When she returned, she
was smiling. “It will be okay,” she said. “Dr. X is not afraid of dogs and will
be able to see you Friday.”
That subsequent visit
with Dr. X went very well indeed. She is extraordinarily lipreadable. She
thought Trooper was adorable and Trooper thought she was adorable. He lay
calmly next to Debby in a corner of the examining room while the medical
providers went about their business.
In fact, the entire
reception we received at this branch of the medical practice was so lovely that
I thought advance word had come down from an apprehensive hospital management
to treat the deaf guy and his service dog with kid gloves. I was offered the
services of a sign interpreter, but I declined with thanks. Sometimes a little
infamy helps.
What’s more, Dr. X
thought the condition of my right eye’s macula, the center of the retina, was
so good that I did not need an injection this time. She thinks it is possible
that I may not have AMD in that eye at all. It could be a random event, she
said, in which tiny blood vessels in the retina burst and caused an opaque
smudge in my vision.
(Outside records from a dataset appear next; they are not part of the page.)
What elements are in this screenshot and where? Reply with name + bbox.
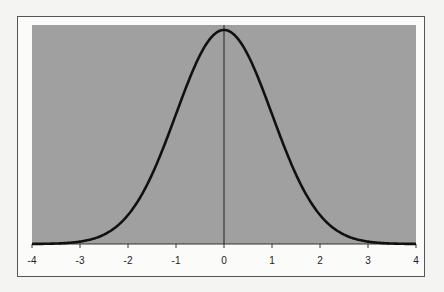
x-tick-label: 2 [317, 255, 323, 266]
x-axis-ticks [32, 244, 416, 248]
x-tick-label: 3 [365, 255, 371, 266]
x-tick-label: -3 [76, 255, 85, 266]
normal-distribution-chart: -4-3-2-101234 [0, 0, 444, 292]
x-tick-label: -2 [124, 255, 133, 266]
x-tick-label: -1 [172, 255, 181, 266]
x-axis-tick-labels: -4-3-2-101234 [28, 255, 420, 266]
x-tick-label: -4 [28, 255, 37, 266]
x-tick-label: 0 [221, 255, 227, 266]
x-tick-label: 1 [269, 255, 275, 266]
x-tick-label: 4 [413, 255, 419, 266]
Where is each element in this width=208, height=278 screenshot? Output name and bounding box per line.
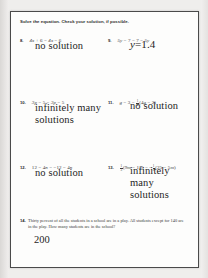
problem-8-number: 8.: [20, 38, 24, 43]
problem-8-answer: no solution: [35, 40, 83, 52]
problem-13-answer-line-1: infinitely many: [130, 165, 170, 188]
problem-11-answer: no solution: [130, 100, 178, 112]
problem-10-answer: infinitely many solutions: [35, 102, 101, 126]
problem-11: 11. g − 3 = 14(4g − 2) no solution: [108, 90, 196, 108]
scanned-document-background: Solve the equation. Check your solution,…: [0, 0, 208, 278]
scan-shadow-right: [201, 0, 208, 278]
problem-14: 14. Thirty percent of all the students i…: [20, 218, 188, 231]
problem-13-answer-line-2: solutions: [130, 189, 169, 200]
problem-9-answer-value: 1.4: [141, 38, 155, 50]
problem-8-answer-line-1: no solution: [35, 40, 83, 51]
problem-11-answer-line-1: no solution: [130, 100, 178, 111]
problem-9-answer: y=1.4: [130, 38, 155, 50]
scan-shadow-left: [0, 0, 9, 278]
problem-10-answer-line-1: infinitely many: [35, 102, 101, 113]
problem-10-answer-line-2: solutions: [35, 114, 74, 125]
problem-13-answer: infinitely many solutions: [130, 165, 196, 200]
problem-11-number: 11.: [108, 100, 114, 105]
problem-13-number: 13.: [108, 165, 114, 170]
problem-12-answer-line-1: no solution: [35, 167, 83, 178]
problem-14-answer: 200: [34, 234, 50, 245]
problem-9-number: 9.: [108, 38, 112, 43]
problem-8: 8. 4x + 6 = 4x − 6 no solution: [20, 28, 106, 46]
problem-10-number: 10.: [20, 100, 26, 105]
problem-9: 9. 5y − 7 = 7 − 5y y=1.4: [108, 28, 196, 46]
problem-12: 12. 12 − 4n = −12 − 4n no solution: [20, 155, 106, 173]
worksheet-page: Solve the equation. Check your solution,…: [10, 11, 199, 268]
problem-14-text: Thirty percent of all the students in a …: [28, 218, 188, 231]
problem-12-answer: no solution: [35, 167, 83, 179]
problem-12-number: 12.: [20, 165, 26, 170]
problem-14-number: 14.: [20, 218, 26, 223]
directions-text: Solve the equation. Check your solution,…: [20, 19, 129, 24]
problem-10: 10. 3p − 5 = 3p − 5 infinitely many solu…: [20, 90, 106, 108]
problem-13: 13. 13(9m − 15) = −15(25 − 5m) infinitel…: [108, 155, 196, 173]
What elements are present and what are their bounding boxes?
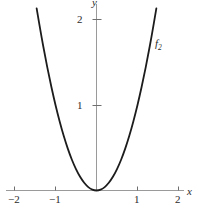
plot-canvas (0, 0, 199, 211)
y-axis-label: y (92, 0, 97, 8)
x-tick-label-minus-2: −2 (8, 194, 20, 205)
curve-label-f2: f2 (155, 38, 162, 52)
x-tick-label-plus-2: 2 (175, 194, 181, 205)
x-axis-label: x (187, 186, 192, 197)
x-tick-label-minus-1: −1 (49, 194, 61, 205)
x-tick-label-plus-1: 1 (134, 194, 140, 205)
parabola-figure: −2 −1 1 2 1 2 x y f2 (0, 0, 199, 211)
y-tick-label-2: 2 (77, 14, 83, 25)
y-tick-label-1: 1 (77, 100, 83, 111)
curve-label-f2-subscript: 2 (158, 43, 162, 52)
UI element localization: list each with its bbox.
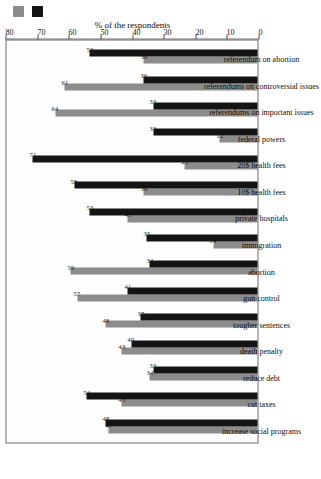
category-label-cell: referendums on controversial issues — [259, 69, 319, 96]
category-label: 10$ health fees — [237, 188, 285, 196]
bar-value-label: 40 — [127, 337, 134, 344]
value-axis-spine — [5, 38, 258, 39]
bar-group: 4837 — [6, 307, 257, 333]
category-label-cell: cut taxes — [259, 387, 319, 414]
tick-label: 60 — [68, 28, 76, 36]
tick-label: 20 — [195, 28, 203, 36]
bar-value-label: 43 — [118, 344, 125, 351]
category-axis-labels: increase social programscut taxesreduce … — [259, 39, 319, 443]
bar-value-label: 34 — [146, 370, 153, 377]
category-label: increase social programs — [221, 427, 300, 435]
bar: 48 — [105, 419, 257, 426]
bar: 43 — [121, 347, 257, 354]
bar-value-label: 41 — [124, 284, 131, 291]
bar-group: 3653 — [6, 43, 257, 69]
category-label-cell: private hospitals — [259, 201, 319, 228]
bar-group: 1233 — [6, 122, 257, 148]
bar: 71 — [32, 155, 257, 162]
bar: 57 — [77, 294, 257, 301]
category-label: immigration — [241, 241, 281, 249]
category-label-cell: referendums on important issues — [259, 95, 319, 122]
bar-value-label: 59 — [67, 264, 74, 271]
bar: 35 — [146, 234, 257, 241]
category-label: tougher sentences — [232, 321, 289, 329]
bar-group: 4340 — [6, 333, 257, 359]
tick-label: 70 — [37, 28, 45, 36]
category-label: federal powers — [237, 135, 284, 143]
bar-group: 4748 — [6, 413, 257, 439]
category-label-cell: increase social programs — [259, 413, 319, 440]
value-axis-title: % of the respondents — [94, 19, 170, 29]
category-label-cell: death penalty — [259, 334, 319, 361]
bar-value-label: 57 — [73, 291, 80, 298]
tick-label: 0 — [258, 28, 262, 36]
bar-value-label: 35 — [143, 231, 150, 238]
bar-value-label: 61 — [61, 80, 68, 87]
bar-value-label: 71 — [29, 152, 36, 159]
bar-group: 3433 — [6, 360, 257, 386]
chart-canvas: 4748435434334340483757415934143541533658… — [0, 0, 321, 479]
bar: 58 — [74, 181, 257, 188]
category-label: 20$ health fees — [237, 161, 285, 169]
tick-label: 10 — [226, 28, 234, 36]
category-label-cell: abortion — [259, 254, 319, 281]
category-label-cell: tougher sentences — [259, 307, 319, 334]
bar-value-label: 36 — [140, 73, 147, 80]
category-label-cell: gun control — [259, 281, 319, 308]
bar-value-label: 37 — [137, 310, 144, 317]
bar-groups: 4748435434334340483757415934143541533658… — [6, 40, 257, 442]
bar-value-label: 33 — [149, 99, 156, 106]
plot-area: 4748435434334340483757415934143541533658… — [5, 39, 258, 443]
bar-value-label: 48 — [102, 317, 109, 324]
category-label-cell: immigration — [259, 228, 319, 255]
bar-value-label: 48 — [102, 416, 109, 423]
bar: 43 — [121, 399, 257, 406]
bar-group: 5741 — [6, 281, 257, 307]
category-label-cell: referendum on abortion — [259, 42, 319, 69]
bar: 53 — [89, 208, 257, 215]
bar-value-label: 54 — [83, 389, 90, 396]
bar: 40 — [131, 340, 258, 347]
bar: 54 — [86, 392, 257, 399]
category-label: reduce debt — [242, 374, 279, 382]
category-label: death penalty — [240, 347, 283, 355]
bar-chart: 4748435434334340483757415934143541533658… — [0, 0, 321, 479]
bar: 41 — [127, 287, 257, 294]
bar-value-label: 33 — [149, 363, 156, 370]
category-label: referendums on controversial issues — [204, 82, 319, 90]
category-label: abortion — [248, 268, 275, 276]
bar-value-label: 53 — [86, 46, 93, 53]
bar: 34 — [149, 373, 257, 380]
category-label: referendum on abortion — [223, 55, 299, 63]
bar-group: 3658 — [6, 175, 257, 201]
category-label-cell: reduce debt — [259, 360, 319, 387]
bar: 34 — [149, 260, 257, 267]
bar-group: 4153 — [6, 201, 257, 227]
bar-value-label: 58 — [70, 178, 77, 185]
bar: 33 — [153, 366, 257, 373]
bar-group: 4354 — [6, 386, 257, 412]
bar-value-label: 64 — [51, 106, 58, 113]
category-label-cell: 10$ health fees — [259, 175, 319, 202]
bar-group: 2371 — [6, 149, 257, 175]
bar-group: 5934 — [6, 254, 257, 280]
bar: 37 — [140, 313, 257, 320]
bar-value-label: 33 — [149, 125, 156, 132]
tick-label: 80 — [5, 28, 13, 36]
category-label: referendums on important issues — [209, 108, 313, 116]
category-label: private hospitals — [235, 214, 288, 222]
bar: 59 — [70, 267, 257, 274]
bar-value-label: 53 — [86, 205, 93, 212]
category-label-cell: federal powers — [259, 122, 319, 149]
bar-value-label: 34 — [146, 257, 153, 264]
bar-group: 1435 — [6, 228, 257, 254]
category-label: cut taxes — [247, 400, 275, 408]
category-label-cell: 20$ health fees — [259, 148, 319, 175]
category-label: gun control — [243, 294, 280, 302]
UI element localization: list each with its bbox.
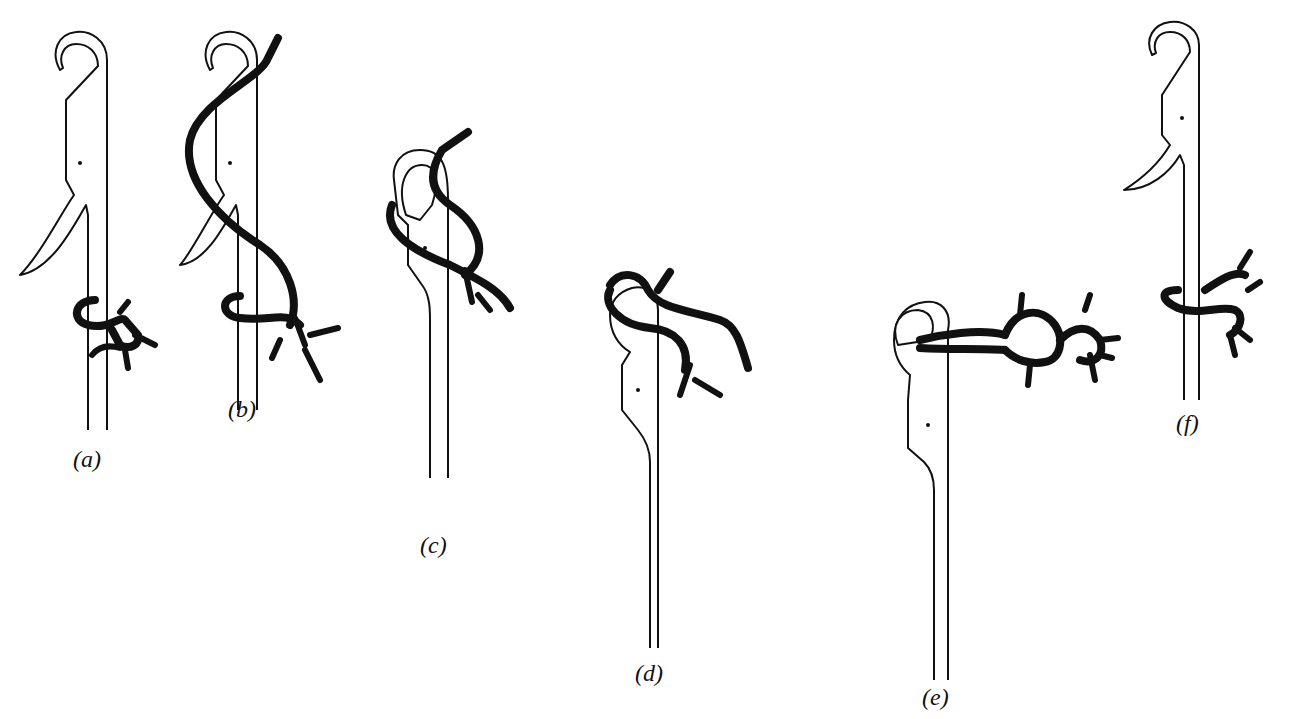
hook-tool-latch-closed-icon	[370, 120, 570, 580]
panel-label-d: (d)	[635, 660, 663, 687]
panel-b: (b)	[160, 0, 360, 480]
panel-c: (c)	[370, 120, 570, 580]
panel-label-e: (e)	[922, 684, 949, 711]
panel-d: (d)	[580, 250, 780, 700]
hook-tool-knot-forming-icon	[580, 250, 780, 700]
hook-tool-finished-knot-icon	[1110, 0, 1289, 460]
panel-label-b: (b)	[228, 396, 256, 423]
panel-label-a: (a)	[73, 446, 101, 473]
panel-label-f: (f)	[1176, 410, 1199, 437]
panel-f: (f)	[1110, 0, 1289, 460]
hook-tool-cord-wrapped-icon	[160, 0, 360, 480]
panel-label-c: (c)	[420, 532, 447, 559]
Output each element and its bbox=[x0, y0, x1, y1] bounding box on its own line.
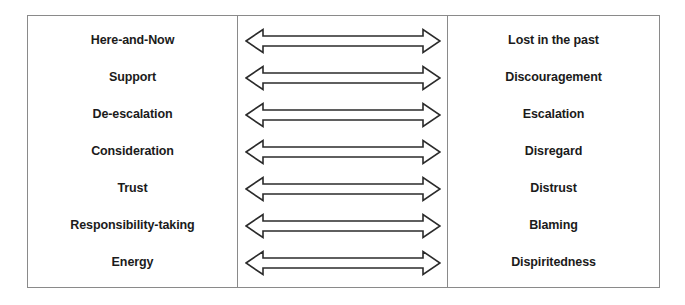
left-pole-row: Support bbox=[28, 59, 237, 96]
right-pole-row: Escalation bbox=[448, 96, 659, 133]
right-pole-row: Disregard bbox=[448, 133, 659, 170]
right-pole-row: Discouragement bbox=[448, 59, 659, 96]
right-pole-label: Disregard bbox=[525, 145, 582, 158]
left-pole-label: Consideration bbox=[91, 145, 174, 158]
double-headed-arrow-icon bbox=[245, 102, 441, 128]
right-pole-label: Dispiritedness bbox=[511, 256, 596, 269]
arrow-row bbox=[238, 22, 447, 59]
left-pole-label: Responsibility-taking bbox=[70, 219, 194, 232]
left-pole-label: Here-and-Now bbox=[91, 34, 175, 47]
right-pole-column: Lost in the past Discouragement Escalati… bbox=[448, 16, 659, 287]
left-pole-label: Trust bbox=[117, 182, 147, 195]
left-pole-label: Energy bbox=[112, 256, 154, 269]
arrow-row bbox=[238, 207, 447, 244]
arrow-row bbox=[238, 59, 447, 96]
double-headed-arrow-icon bbox=[245, 139, 441, 165]
right-pole-label: Blaming bbox=[529, 219, 578, 232]
arrow-row bbox=[238, 244, 447, 281]
left-pole-label: Support bbox=[109, 71, 156, 84]
left-pole-row: De-escalation bbox=[28, 96, 237, 133]
right-pole-row: Distrust bbox=[448, 170, 659, 207]
double-headed-arrow-icon bbox=[245, 176, 441, 202]
right-pole-label: Distrust bbox=[530, 182, 576, 195]
right-pole-label: Escalation bbox=[523, 108, 585, 121]
left-pole-row: Consideration bbox=[28, 133, 237, 170]
right-pole-row: Blaming bbox=[448, 207, 659, 244]
left-pole-column: Here-and-Now Support De-escalation Consi… bbox=[28, 16, 237, 287]
left-pole-label: De-escalation bbox=[93, 108, 173, 121]
arrow-row bbox=[238, 96, 447, 133]
left-pole-row: Responsibility-taking bbox=[28, 207, 237, 244]
left-pole-row: Trust bbox=[28, 170, 237, 207]
arrow-row bbox=[238, 133, 447, 170]
double-headed-arrow-icon bbox=[245, 250, 441, 276]
arrow-column bbox=[238, 16, 447, 287]
double-headed-arrow-icon bbox=[245, 28, 441, 54]
right-pole-label: Lost in the past bbox=[508, 34, 599, 47]
double-headed-arrow-icon bbox=[245, 213, 441, 239]
double-headed-arrow-icon bbox=[245, 65, 441, 91]
right-pole-label: Discouragement bbox=[505, 71, 602, 84]
right-pole-row: Dispiritedness bbox=[448, 244, 659, 281]
left-pole-row: Energy bbox=[28, 244, 237, 281]
arrow-row bbox=[238, 170, 447, 207]
right-pole-row: Lost in the past bbox=[448, 22, 659, 59]
polarity-diagram: Here-and-Now Support De-escalation Consi… bbox=[0, 0, 685, 305]
left-pole-row: Here-and-Now bbox=[28, 22, 237, 59]
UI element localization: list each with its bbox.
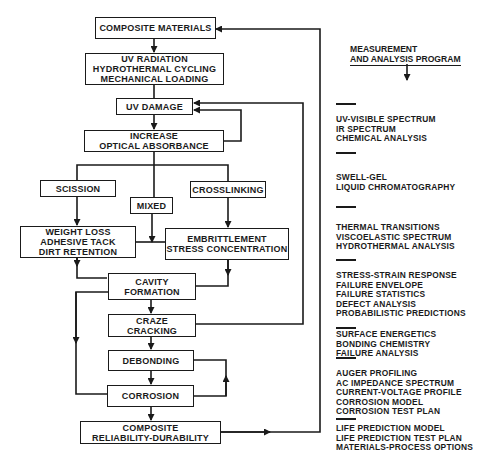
measurement-group-thermal: THERMAL TRANSITIONS VISCOELASTIC SPECTRU… [336, 223, 455, 252]
measurement-item: MATERIALS-PROCESS OPTIONS [336, 443, 473, 453]
node-label: ADHESIVE TACK [40, 237, 115, 247]
node-label: DEBONDING [123, 356, 180, 366]
node-label: HYDROTHERMAL CYCLING [93, 64, 216, 74]
node-embrittlement: EMBRITTLEMENT STRESS CONCENTRATION [165, 228, 289, 260]
node-label: MIXED [137, 201, 167, 211]
node-label: DIRT RETENTION [39, 247, 117, 257]
node-label: STRESS CONCENTRATION [167, 244, 288, 254]
node-label: UV RADIATION [121, 54, 188, 64]
measurement-group-swell: SWELL-GEL LIQUID CHROMATOGRAPHY [336, 173, 455, 192]
header-line: MEASUREMENT [350, 44, 461, 54]
node-label: EMBRITTLEMENT [187, 234, 267, 244]
measurement-item: CHEMICAL ANALYSIS [336, 134, 436, 144]
measurement-item: CORROSION TEST PLAN [336, 407, 462, 417]
group-divider [336, 259, 356, 261]
measurement-item: FAILURE ANALYSIS [336, 349, 436, 359]
node-reliability-durability: COMPOSITE RELIABILITY-DURABILITY [80, 421, 221, 444]
group-divider [336, 418, 356, 420]
node-stressors: UV RADIATION HYDROTHERMAL CYCLING MECHAN… [85, 53, 224, 85]
node-optical-absorbance: INCREASE OPTICAL ABSORBANCE [84, 130, 224, 152]
measurement-program-header: MEASUREMENT AND ANALYSIS PROGRAM [350, 44, 461, 66]
node-weight-loss: WEIGHT LOSS ADHESIVE TACK DIRT RETENTION [20, 226, 136, 258]
node-label: CROSSLINKING [192, 185, 263, 195]
measurement-item: HYDROTHERMAL ANALYSIS [336, 242, 455, 252]
node-composite-materials: COMPOSITE MATERIALS [95, 17, 216, 39]
node-label: CAVITY [135, 277, 169, 287]
measurement-item: PROBABILISTIC PREDICTIONS [336, 309, 466, 319]
node-scission: SCISSION [40, 180, 116, 197]
node-label: WEIGHT LOSS [45, 227, 110, 237]
measurement-group-stress: STRESS-STRAIN RESPONSE FAILURE ENVELOPE … [336, 271, 466, 319]
header-line: AND ANALYSIS PROGRAM [350, 54, 461, 66]
node-corrosion: CORROSION [107, 385, 194, 407]
group-divider [336, 206, 356, 208]
node-uv-damage: UV DAMAGE [116, 98, 193, 115]
node-label: INCREASE [130, 131, 178, 141]
node-label: CRACKING [127, 326, 177, 336]
node-label: RELIABILITY-DURABILITY [92, 433, 209, 443]
node-label: CRAZE [136, 316, 168, 326]
measurement-group-corrosion: AUGER PROFILING AC IMPEDANCE SPECTRUM CU… [336, 369, 462, 417]
node-label: OPTICAL ABSORBANCE [99, 141, 209, 151]
node-label: UV DAMAGE [126, 102, 183, 112]
measurement-item: LIQUID CHROMATOGRAPHY [336, 183, 455, 193]
node-label: COMPOSITE MATERIALS [99, 23, 211, 33]
node-label: CORROSION [122, 391, 179, 401]
measurement-group-surface: SURFACE ENERGETICS BONDING CHEMISTRY FAI… [336, 330, 436, 359]
node-crosslinking: CROSSLINKING [190, 181, 266, 198]
node-label: COMPOSITE [123, 423, 179, 433]
measurement-group-uv: UV-VISIBLE SPECTRUM IR SPECTRUM CHEMICAL… [336, 115, 436, 144]
node-label: SCISSION [56, 184, 101, 194]
node-cavity-formation: CAVITY FORMATION [108, 273, 196, 300]
measurement-group-life: LIFE PREDICTION MODEL LIFE PREDICTION TE… [336, 424, 473, 453]
node-debonding: DEBONDING [108, 350, 194, 371]
group-divider [336, 103, 356, 105]
node-label: MECHANICAL LOADING [101, 74, 209, 84]
group-divider [336, 152, 356, 154]
node-label: FORMATION [124, 287, 180, 297]
node-mixed: MIXED [130, 197, 173, 214]
node-craze-cracking: CRAZE CRACKING [108, 314, 196, 337]
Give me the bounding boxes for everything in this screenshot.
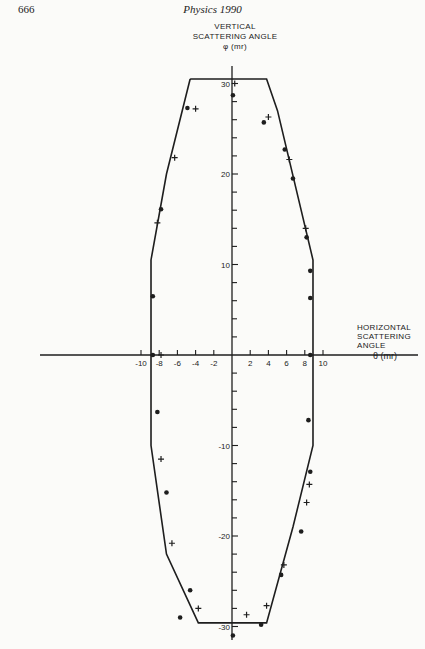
data-cross [193, 106, 199, 112]
x-tick-label: -4 [192, 359, 200, 368]
data-dot [231, 93, 236, 98]
data-cross [195, 605, 201, 611]
data-cross [264, 603, 270, 609]
x-tick-label: -8 [156, 359, 164, 368]
data-dot [231, 633, 236, 638]
data-dot [308, 269, 313, 274]
x-tick-label: -10 [135, 359, 147, 368]
data-dot [188, 588, 193, 593]
data-dot [282, 147, 287, 152]
y-tick-label: 10 [221, 261, 230, 270]
x-tick-label: 6 [284, 359, 289, 368]
data-cross [303, 225, 309, 231]
data-cross [169, 540, 175, 546]
data-dot [155, 410, 160, 415]
data-dot [151, 294, 156, 299]
data-dot [291, 176, 296, 181]
y-tick-label: -30 [218, 623, 230, 632]
scatter-plot: -10-8-6-4-2246810302010-10-20-30 [0, 0, 425, 649]
data-dot [159, 207, 164, 212]
data-dot [306, 418, 311, 423]
data-dot [304, 235, 309, 240]
data-dot [308, 353, 313, 358]
x-tick-label: 4 [266, 359, 271, 368]
data-cross [265, 114, 271, 120]
y-tick-label: 30 [221, 80, 230, 89]
x-tick-label: -6 [174, 359, 182, 368]
x-tick-label: 10 [319, 359, 328, 368]
y-tick-label: -10 [218, 442, 230, 451]
data-dot [308, 296, 313, 301]
data-cross [172, 155, 178, 161]
data-dot [308, 469, 313, 474]
data-cross [304, 500, 310, 506]
data-dot [151, 353, 156, 358]
data-cross [244, 612, 250, 618]
x-tick-label: -2 [210, 359, 218, 368]
data-dot [279, 573, 284, 578]
data-dot [164, 490, 169, 495]
data-cross [286, 157, 292, 163]
x-tick-label: 2 [248, 359, 253, 368]
data-dot [185, 106, 190, 111]
data-dot [299, 529, 304, 534]
y-tick-label: -20 [218, 532, 230, 541]
data-dot [259, 622, 264, 627]
y-tick-label: 20 [221, 170, 230, 179]
data-dot [262, 120, 267, 125]
data-cross [154, 220, 160, 226]
data-dot [178, 615, 183, 620]
data-cross [306, 481, 312, 487]
x-tick-label: 8 [303, 359, 308, 368]
data-cross [158, 456, 164, 462]
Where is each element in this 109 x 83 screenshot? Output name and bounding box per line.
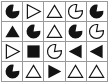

That’s because the affected area is not dead center in my
sight, as is usual with AMD, but slightly below and off to the right. My vision
in that eye is still 20/20 (with glasses).
So there is hope. My
next evaluation is in a month. We’ll be keeping an eye, so to speak, on the
condition. Also, I’ll continue with a diet heavy on spinach (which I
fortunately like) and other veggies reputedly beneficial to eye health. I’ll
also keep taking a daily capsule of vitamins that some studies say help the eye
and some studies say make no difference. Better to err on the side of caution,
said Dr. X. I have no problem with that.
A subsequent
consultation with a daughter-in-law who is a trained medical ethicist persuaded
me that the doctor with a fear of dogs—if that is what it was—has rights, too.
In some situations, canine aversion can be a debilitating psychological
condition—indeed, a disability.
It’s not necessary to
declare that one person’s rights under the law are more important than those of
the other. It’s better, morally and ethically, to try to find an alternative
solution. That is what I had unwittingly happened upon when I thought of Dr. X.
These events taught me
another important lesson: When making an appointment with a new medical
provider, I should always announce that I will be accompanied by a service dog.
That is not legally required. It’s just good practical sense.
Can you research other specialists in the meantime? You need the injection, Trooper needs to be there, the MD needs to be accepting.
ReplyDeleteI await your follow up. This is unacceptable, fear of dogs notwithstanding.
ReplyDeleteSo glad that it worked out.
ReplyDeleteHenry,
ReplyDeleteI came to your blog after reading your article about a hotel's ignorance of the ADA, in the magazine of Dogs for Better Living (formerly Dogs for the Deaf). Good for you and your wife for not being intimidated. Polite interactions, firmness, and positive alternatives, have a lot of strength. And I hope that the doctor without fear of dogs, was right in her diagnosis of your problem in one eye and not AMD. Best wishes to you both and Trooper!